Levy explains in his report how Indian government is destroying the environment and health of its own people by draining highly radioactive wastes into rivers. India has already seen the Bhopal disaster because of which hundreds are affected even now, and Indian nuclear programme has been termed as faulty in adopting the IAEA safeguards. Thus providing any further nuclear supplies to India probably can be a subject of nuclear disaster, and the liability will also affect the credibility of nuclear suppliers.

Similarly, another concern Levy raised was the high risk of theft attached with growing Indian nuclear arsenal. It is feared that indigenous separatist, terrorist and extremist organisations that are strongly grounded and not only in major cities can get their hands on nuclear materials.

The most important concern here is that this material can be used to make a nuclear bomb, which could terrorise the region. Recently, the Belfer Centre at the Harvard Kennedy School has published a report on India’s weaknesses in safeguarding its nuclear programme. The authors of the report, Kalman A Robertson and John Carlson, at Project on Managing the Atom, also suggested that international community should look into this serious matter before it is too late.

The report says: “It is often assumed that the Plan clearly and verifiably separates India’s nuclear facilities into two categories, civilian and military. The reality is that the Plan has produced three streams: ‘civilian safeguarded’, ‘civilian unsafeguarded’, and ‘military’. The relationships and overlap between the three streams are not transparent. Some civilian facilities, even when operating under certain provisions of India’s safeguards agreement with the International Atomic Energy Agency (IAEA), may contribute to India’s stockpile of unsafeguarded weapons-usable nuclear material.”

The authors are of the view that Pakistan concerns over the expansion of Indian nuclear weapons programme are justified. “Pakistan has reasons to be concerned that India could use its unsafeguarded PHWRs to produce more nuclear weapons in the future. Indeed, many of India’s PHWRs have reportedly been used as sources of weapons-grade plutonium for its military programme, both through recovery from low burn-up first irradiated fuel discharges and through at least one dedicated campaign in the late 1990s.”
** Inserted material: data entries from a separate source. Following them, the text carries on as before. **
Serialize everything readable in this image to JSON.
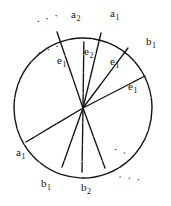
{
  "figure": {
    "type": "circle-sector-diagram",
    "width": 171,
    "height": 206,
    "background_color": "#ffffff",
    "ink_color": "#15130f",
    "circle": {
      "center_x": 83,
      "center_y": 108,
      "radius_x": 69,
      "radius_y": 70,
      "stroke_width": 1.4
    },
    "chords": [
      {
        "name": "chord-to-top-left",
        "angle_deg": 104,
        "end_x": 57,
        "end_y": 32
      },
      {
        "name": "chord-to-top",
        "angle_deg": 88,
        "end_x": 84,
        "end_y": 31,
        "style": "dashed"
      },
      {
        "name": "chord-to-top-right",
        "angle_deg": 73,
        "end_x": 101,
        "end_y": 33
      },
      {
        "name": "chord-to-upper-right",
        "angle_deg": 50,
        "end_x": 128,
        "end_y": 48
      },
      {
        "name": "chord-to-right",
        "angle_deg": 26,
        "end_x": 145,
        "end_y": 76
      },
      {
        "name": "chord-to-lower-left",
        "angle_deg": 209,
        "end_x": 26,
        "end_y": 142
      },
      {
        "name": "chord-to-bottom-left",
        "angle_deg": 253,
        "end_x": 62,
        "end_y": 167
      },
      {
        "name": "chord-to-bottom",
        "angle_deg": 268,
        "end_x": 82,
        "end_y": 172,
        "style": "dashed"
      },
      {
        "name": "chord-to-bottom-right",
        "angle_deg": 287,
        "end_x": 105,
        "end_y": 168
      }
    ]
  },
  "labels": [
    {
      "id": "a2-top",
      "base": "a",
      "sub": "2",
      "x": 71,
      "y": 9
    },
    {
      "id": "a1-topright",
      "base": "a",
      "sub": "1",
      "x": 110,
      "y": 8
    },
    {
      "id": "b1-right",
      "base": "b",
      "sub": "1",
      "x": 146,
      "y": 36
    },
    {
      "id": "e2-inner-top",
      "base": "e",
      "sub": "2",
      "x": 84,
      "y": 46
    },
    {
      "id": "e1-inner-upper-right",
      "base": "e",
      "sub": "1",
      "x": 110,
      "y": 56
    },
    {
      "id": "e1-inner-right",
      "base": "e",
      "sub": "1",
      "x": 128,
      "y": 81
    },
    {
      "id": "e1-inner-upper-left",
      "base": "e",
      "sub": "1",
      "x": 57,
      "y": 55
    },
    {
      "id": "a1-left",
      "base": "a",
      "sub": "1",
      "x": 16,
      "y": 147
    },
    {
      "id": "b1-bottom",
      "base": "b",
      "sub": "1",
      "x": 41,
      "y": 178
    },
    {
      "id": "b2-bottom",
      "base": "b",
      "sub": "2",
      "x": 81,
      "y": 182
    }
  ],
  "ellipses": [
    {
      "id": "ellipsis-outside-top-left",
      "text": "· · ·",
      "x": 36,
      "y": 13,
      "rotate": -18
    },
    {
      "id": "ellipsis-inside-upper-left",
      "text": "· · ·",
      "x": 37,
      "y": 44,
      "rotate": -20
    },
    {
      "id": "ellipsis-inside-lower-right",
      "text": "· · ·",
      "x": 113,
      "y": 148,
      "rotate": 22
    },
    {
      "id": "ellipsis-outside-bottom-right",
      "text": "· · ·",
      "x": 118,
      "y": 173,
      "rotate": 8
    }
  ]
}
While declaring India’s nuclear programme unsafe the report says, “India also has five plus or minus three tons of unsafeguarded separated plutonium (and considerably more unsafeguarded spent fuel) from power reactors, which is available to its nuclear weapons programme and could hypothetically be used to significantly increase the size of India’s nuclear arsenal.”

Additionally the report stated, “India has military nuclear facilities, which are primarily designed to produce fissile material for nuclear weapons and naval propulsion. India is currently expanding its fissile material production capability.”

The authors recommended that India should apply safeguards as reasonable assurances to all states especially Pakistan before mainstreaming into Nuclear Supplier Group. The report adds “Safeguards should be used to provide a meaningful assurance to all states, including Pakistan, that elements of India’s civilian nuclear build-up, particularly those that are being supported by international nuclear suppliers, are not contributing fissile material to India’s growing nuclear arsenal.” Concluding the report says, “India’s civilian nuclear power programme is undergoing a significant expansion, thanks in part to a series of nuclear cooperation agreements concluded with other states over the last eight years.”

Epistemology of both these reports again generate the same old probability of nuclear arms race and nuclear war in South Asia initiated by India, however, this time with the acceptance of Pakistani reservations. The US Congress nowadays is moving towards a strong relationship with India in all aspects to contain China, unconcerned what the unbalanced strategic paradigm can do to the region.